New to the Bible: a 2-Week Reading Plan

For anyone opening the Bible for the first time, or coming back after a long while, who does not know where to start.

The Bible is a big book, and starting at page one is how many people get stuck in the first month. So we will not start there. We will start with Jesus. The Gospel of Mark is the shortest and fastest of the four accounts of his life, and it is the place almost everyone recommends a beginner to begin. Read a little each day, in any modern translation (the verses on this site use the public-domain World English Bible). Do not worry about understanding everything; just get to know him.

  1. Day 1: Mark 1

    Mark wastes no time. In one chapter Jesus is announced, baptised, tested, and already calling ordinary people to follow him. Notice the pace and the word "immediately".

  2. Day 2: Mark 2-3

    Jesus forgives, heals and eats with the wrong sort of people, and the religious leaders begin to bristle. Watch who he goes out of his way to welcome.

  3. Day 3: Mark 4-5

    He teaches in stories, stills a storm with a word, and is not put off by the unclean, the frightening or the dead. Nothing here is too far gone for him.

  4. Day 4: Mark 6-7

    He feeds thousands and walks on water, yet keeps asking what is really going on in people’s hearts. Faith and confusion sit side by side, as they often do.

  5. Day 5: Mark 8-9

    The turning point: Peter realises who Jesus is, and Jesus starts to speak plainly about the cross ahead. Following him, he says, will cost something.

  6. Day 6: Mark 10-11

    On the road to Jerusalem he welcomes children, unsettles a rich young man, and rides into the city to a crowd’s cheers. The collision is coming.

  7. Day 7: Mark 12-13

    Cornered by trick questions, he answers with the heart of it all: love God, and love your neighbour. Then he looks ahead to the end of the age.

  8. Day 8: Mark 14-16

    The cross and the empty tomb, the centre of everything. Read it slowly. This is the news the whole Bible has been leaning towards.

  9. Day 9: John 3:16

    The most famous verse in the Bible, and a one-line summary of the whole story: God so loved the world that he gave his Son.

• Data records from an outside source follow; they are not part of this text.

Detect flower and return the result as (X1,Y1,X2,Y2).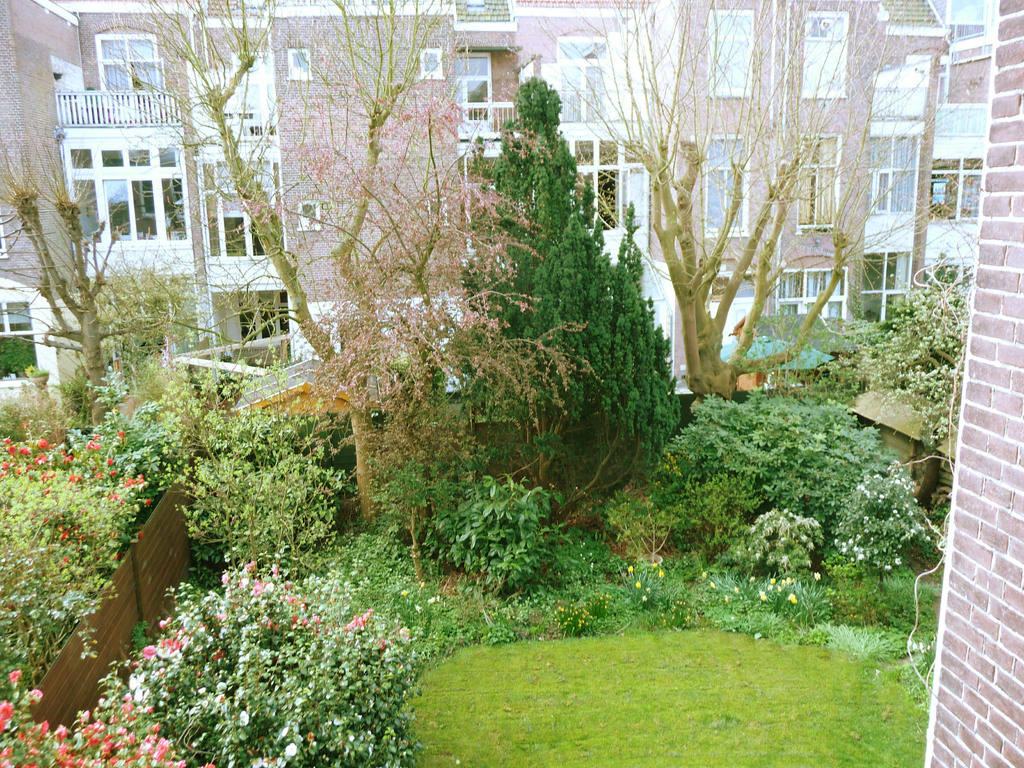
(748,574,756,584).
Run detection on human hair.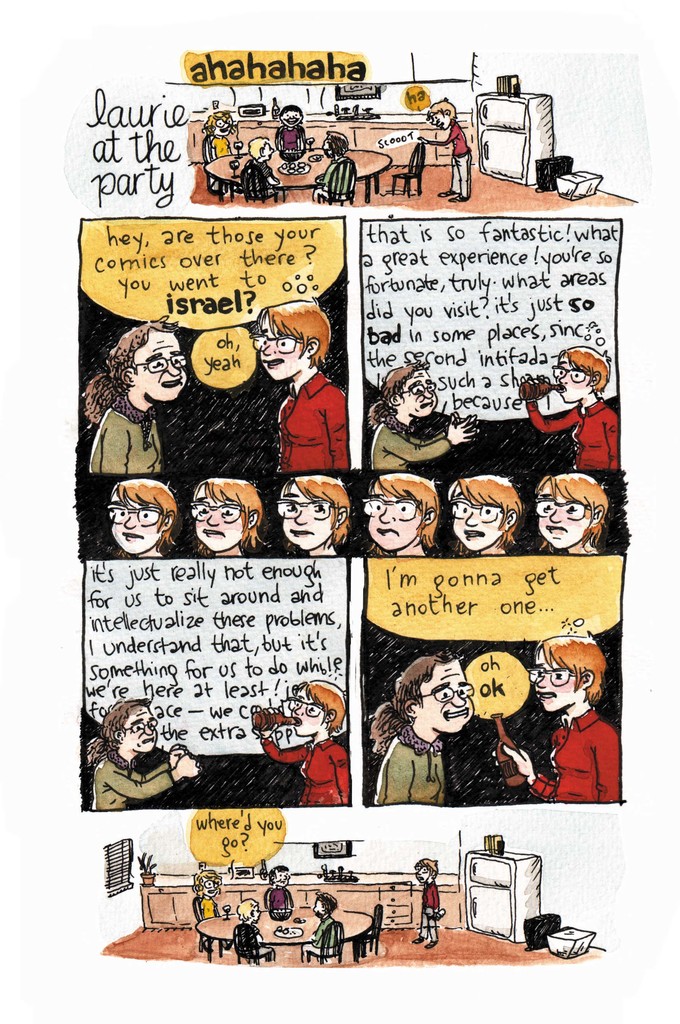
Result: 546, 472, 617, 553.
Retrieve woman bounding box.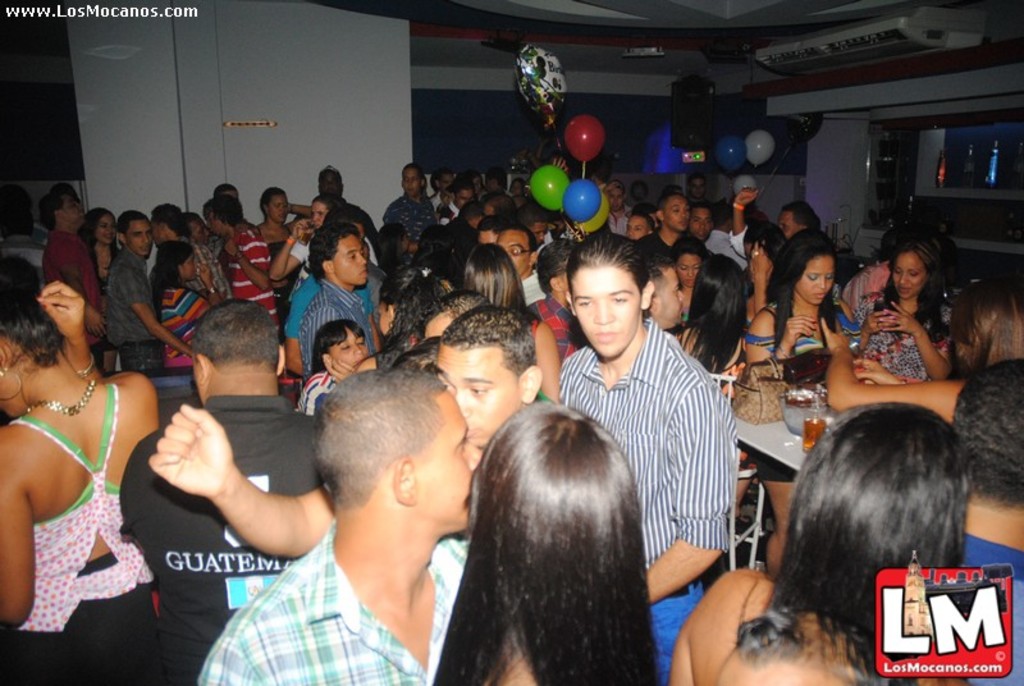
Bounding box: box=[460, 248, 530, 325].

  10. Day 10: Ephesians 2:8-9

    The good news in a sentence: you are saved by grace, through faith, as a gift. Not earned, not deserved, not something you have to be good enough for first.

  11. Day 11: Romans 5:8

    The timing matters. Christ died for us not once we had sorted ourselves out, but while we were still a mess. That is the kind of love this is.

  12. Day 12: Psalm 23

    Step into the Old Testament with its best-loved psalm. This is the God Jesus called Father: a shepherd who leads, provides and stays close.

  13. Day 13: Philippians 4:6-7

    A first lesson in prayer: bring everything to God, with thanks, and let his peace stand guard over you. This is what talking to him can look like.

  14. Day 14: Matthew 11:28-30

    End on the invitation that runs through it all. Come to me, Jesus says, all who are weary, and I will give you rest. That invitation is open to you.

You have read the heart of the Christian faith: the life, death and resurrection of Jesus, and why it matters for you. From here, a Gospel like John, or the letter to the Philippians, is a natural next step. If a verse along the way stayed with you, follow it up. This is the start of something, not the end.